The Russian currency crashed past 100 against the euro Tuesday, the latest milestone in a currency rout that has rapidly gained momentum despite a huge emergency rate hike from the Central Bank.
One ruble became worth less than one euro cent at 3:13 p.m., according to data from the Moscow Exchange. At the same time, the Russian currency plummeted to 80.1 against the U.S. dollar.
The crash took the ruble's fall Tuesday to 20 percent, the largest one-day currency movement since the financial crisis of 1998 and compounding a 10 percent tumble the previous day.
The ruble later reduced its losses, and at 9 p.m. had stabilized around 8 percent weaker against the greenback at 70 and 11 percent down versus the euro at 89.
The Russian currency has now fallen 55 percent against the dollar since the beginning of the year, making it the worst performing currency in the world in 2014.

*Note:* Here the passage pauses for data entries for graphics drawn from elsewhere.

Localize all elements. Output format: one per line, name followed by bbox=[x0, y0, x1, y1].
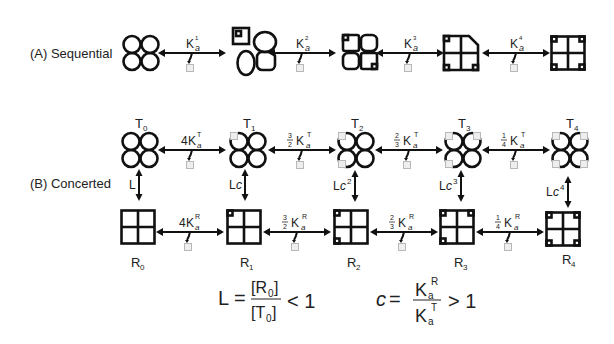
equation-l: L = [R 0 ] [T 0 ] < 1 bbox=[218, 279, 315, 324]
svg-text:2: 2 bbox=[347, 177, 352, 186]
svg-text:a: a bbox=[306, 141, 311, 150]
svg-text:K: K bbox=[415, 306, 427, 326]
svg-text:2: 2 bbox=[305, 35, 309, 41]
vertical-equilibrium-arrow-0: L bbox=[129, 169, 143, 201]
svg-text:c: c bbox=[446, 179, 452, 193]
svg-text:1: 1 bbox=[496, 214, 500, 221]
r-equilibrium-arrow-3: 2 3 K R a bbox=[370, 213, 438, 251]
panel-b-concerted: (B) Concerted T 0 T 1 T 2 T 3 T 4 bbox=[30, 116, 588, 272]
svg-text:]: ] bbox=[272, 304, 276, 321]
svg-text:c: c bbox=[236, 178, 242, 192]
equilibrium-arrow-a1: K 1 a bbox=[158, 35, 226, 72]
svg-text:c: c bbox=[340, 179, 346, 193]
svg-text:K: K bbox=[296, 37, 304, 51]
svg-text:T: T bbox=[458, 116, 466, 131]
svg-text:L =: L = bbox=[218, 287, 246, 309]
svg-text:0: 0 bbox=[140, 263, 145, 272]
svg-text:L: L bbox=[546, 185, 553, 199]
svg-text:R: R bbox=[302, 213, 307, 220]
svg-text:3: 3 bbox=[390, 223, 394, 230]
svg-text:3: 3 bbox=[466, 124, 471, 133]
svg-text:a: a bbox=[519, 43, 524, 53]
svg-text:3: 3 bbox=[283, 214, 287, 221]
svg-text:R: R bbox=[131, 255, 140, 270]
svg-text:T: T bbox=[521, 131, 526, 138]
svg-text:K: K bbox=[398, 216, 406, 230]
t1-tense-tetramer-icon bbox=[231, 133, 266, 168]
svg-text:a: a bbox=[520, 141, 525, 150]
svg-text:R: R bbox=[515, 213, 520, 220]
svg-text:T: T bbox=[351, 116, 359, 131]
svg-text:R: R bbox=[240, 255, 249, 270]
panel-a-sequential: (A) Sequential bbox=[30, 28, 585, 75]
r0-relaxed-tetramer-icon bbox=[122, 211, 155, 244]
r4-relaxed-tetramer-icon bbox=[547, 213, 580, 246]
t3-tense-tetramer-icon bbox=[446, 133, 481, 168]
svg-text:2: 2 bbox=[390, 214, 394, 221]
svg-text:4: 4 bbox=[181, 134, 188, 148]
svg-text:K: K bbox=[188, 134, 196, 148]
svg-text:< 1: < 1 bbox=[287, 290, 315, 312]
svg-text:R: R bbox=[409, 213, 414, 220]
svg-text:R: R bbox=[454, 255, 463, 270]
svg-text:L: L bbox=[129, 178, 136, 192]
tetramer-one-bound-icon bbox=[233, 28, 276, 75]
svg-text:L: L bbox=[333, 179, 340, 193]
t4-tense-tetramer-icon bbox=[553, 133, 588, 168]
r3-relaxed-tetramer-icon bbox=[441, 211, 474, 244]
svg-text:K: K bbox=[404, 37, 412, 51]
t-equilibrium-arrow-1: 4 K T a bbox=[158, 131, 226, 169]
svg-text:a: a bbox=[413, 141, 418, 150]
svg-text:a: a bbox=[197, 141, 202, 150]
svg-text:T: T bbox=[307, 131, 312, 138]
svg-text:T: T bbox=[414, 131, 419, 138]
vertical-equilibrium-arrow-4: L c 4 bbox=[546, 176, 572, 208]
svg-text:K: K bbox=[186, 37, 194, 51]
r-equilibrium-arrow-2: 3 2 K R a bbox=[263, 213, 331, 251]
svg-text:2: 2 bbox=[359, 124, 364, 133]
tetramer-unbound-icon bbox=[124, 36, 159, 70]
t-equilibrium-arrow-2: 3 2 K T a bbox=[268, 131, 336, 169]
svg-text:1: 1 bbox=[195, 35, 199, 41]
svg-text:0: 0 bbox=[143, 124, 148, 133]
t-equilibrium-arrow-4: 1 4 K T a bbox=[482, 131, 550, 169]
svg-text:a: a bbox=[305, 43, 310, 53]
svg-text:K: K bbox=[403, 134, 411, 148]
t-state-labels: T 0 T 1 T 2 T 3 T 4 bbox=[135, 116, 579, 133]
mwc-diagram: (A) Sequential bbox=[0, 0, 614, 344]
equilibrium-arrow-a4: K 4 a bbox=[482, 35, 550, 72]
r-equilibrium-arrow-4: 1 4 K R a bbox=[476, 213, 544, 251]
svg-text:T: T bbox=[243, 116, 251, 131]
svg-text:K: K bbox=[186, 216, 194, 230]
svg-text:T: T bbox=[197, 131, 202, 138]
svg-text:K: K bbox=[510, 37, 518, 51]
vertical-equilibrium-arrow-1: L c bbox=[229, 169, 249, 201]
tetramer-three-bound-icon bbox=[444, 36, 478, 70]
svg-text:a: a bbox=[514, 223, 519, 232]
tetramer-four-bound-icon bbox=[552, 37, 585, 70]
svg-text:T: T bbox=[566, 116, 574, 131]
equation-c: c = K a R K a T > 1 bbox=[376, 276, 476, 327]
svg-text:]: ] bbox=[274, 279, 278, 296]
r-equilibrium-arrow-1: 4 K R a bbox=[156, 213, 224, 251]
svg-text:a: a bbox=[301, 223, 306, 232]
svg-text:3: 3 bbox=[463, 263, 468, 272]
svg-text:R: R bbox=[347, 255, 356, 270]
svg-text:3: 3 bbox=[413, 35, 417, 41]
svg-text:3: 3 bbox=[288, 132, 292, 139]
svg-text:4: 4 bbox=[574, 124, 579, 133]
svg-text:1: 1 bbox=[249, 263, 254, 272]
svg-text:R: R bbox=[562, 252, 571, 267]
svg-text:[T: [T bbox=[251, 304, 265, 321]
svg-text:2: 2 bbox=[356, 263, 361, 272]
svg-text:4: 4 bbox=[560, 183, 565, 192]
svg-text:a: a bbox=[195, 43, 200, 53]
r1-relaxed-tetramer-icon bbox=[228, 211, 261, 244]
svg-text:2: 2 bbox=[288, 141, 292, 148]
svg-text:a: a bbox=[408, 223, 413, 232]
svg-text:a: a bbox=[195, 223, 200, 232]
svg-text:K: K bbox=[291, 216, 299, 230]
t0-tense-tetramer-icon bbox=[123, 133, 158, 167]
svg-text:=: = bbox=[389, 288, 401, 310]
panel-a-label: (A) Sequential bbox=[30, 46, 112, 61]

"The Central Bank's credibility is in tatters,” said Timothy Ash, an emerging-markets analyst at Standard Bank, in a note to investors Tuesday.
Earlier Tuesday, the ruble jumped sharply, strengthening as much as 10 percent to 58.1 rubles against the dollar, following an overnight announcement from the Central Bank that it was increasing interest rates to 17 percent from 10.5 percent.
But the gains were short-lived, as oil price weakness and sentiment once again intensified pressure on Russia's tumbling currency.
Brent crude dropped below $60 a barrel, reaching $59.02, a level not seen since 2009 on Tuesday.
Prime Minister Dmitry Medvedev convened a meeting to discuss the financial situation Tuesday, according to a government press release.
The gathering was attended by Deputy Prime Minister Igor Shuvalov, Kremlin economic aide Andrei Belousov, Finance Minister Anton Siluanov, Economic Development Minister Alexei Ulyukayev and Central Bank chairwoman Elvira Nabiullina, the press release said.
Ulyukayev said after the meeting a set of measures to stabilize the situation had been discussed, including measures to boost access to hard-currency liquidity from the Central Bank and legislative initiatives to support banks and empower the regulator, according to news agency RBC.
With its largest interest rate hike since the 1990s, the Central Bank bet Tuesday that a higher return on deposits and savings would make the ruble more attractive, easing the pressure exerted by a declining oil price and Western sanctions on Moscow imposed as a result of the Ukraine crisis.
Central Bank chairwoman Elvira Nabiullina said Tuesday that Russians that they should get used to living in a “new zone,” according to an interview on state-owned television channel Rossia-24.
The Central Bank, which has already spent over $70 billion of its foreign currency reserves this year defending the ruble, will likely be forced into market interventions, analysts at Sberbank CIB said in a note to investors Tuesday.
“Meaningful currency interventions must follow the huge Central Bank rate hike,” the analysts said.
Despite speculation of intense political pressure on the Central Bank to try to tame the ruble without frittering away Russia's currency reserves, President Vladimir Putin has not commented on the currency's dramatic recent decline.
The market turbulence was caused by “emotions and a speculative mood,” Putin's spokesman Dmitry Peskov said Tuesday, according to Russian news agency RIA Novosti.
The ruble's tumble in recent days has sparked heavy criticism of Russia's authorities from investors and lawmakers.
"The fall of the ruble and the equity market is not only a reaction to the low price of oil and sanctions but to a distrust of the government's economic measures," former Finance Minister Alexei Kudrin wrote on Twitter in the early hours of Tuesday morning.
Others said that the Central Bank and her chairwoman Elvira Nabiullina had disastrously miscalculated the situation.
"Lack of action had left the stability of the very financial system at stake. I am not sure whether Nabiullina can survive this," analyst Ash said.
“It has only to be a matter of time before the rating agencies respond with ratings downgrades, likely to junk status.”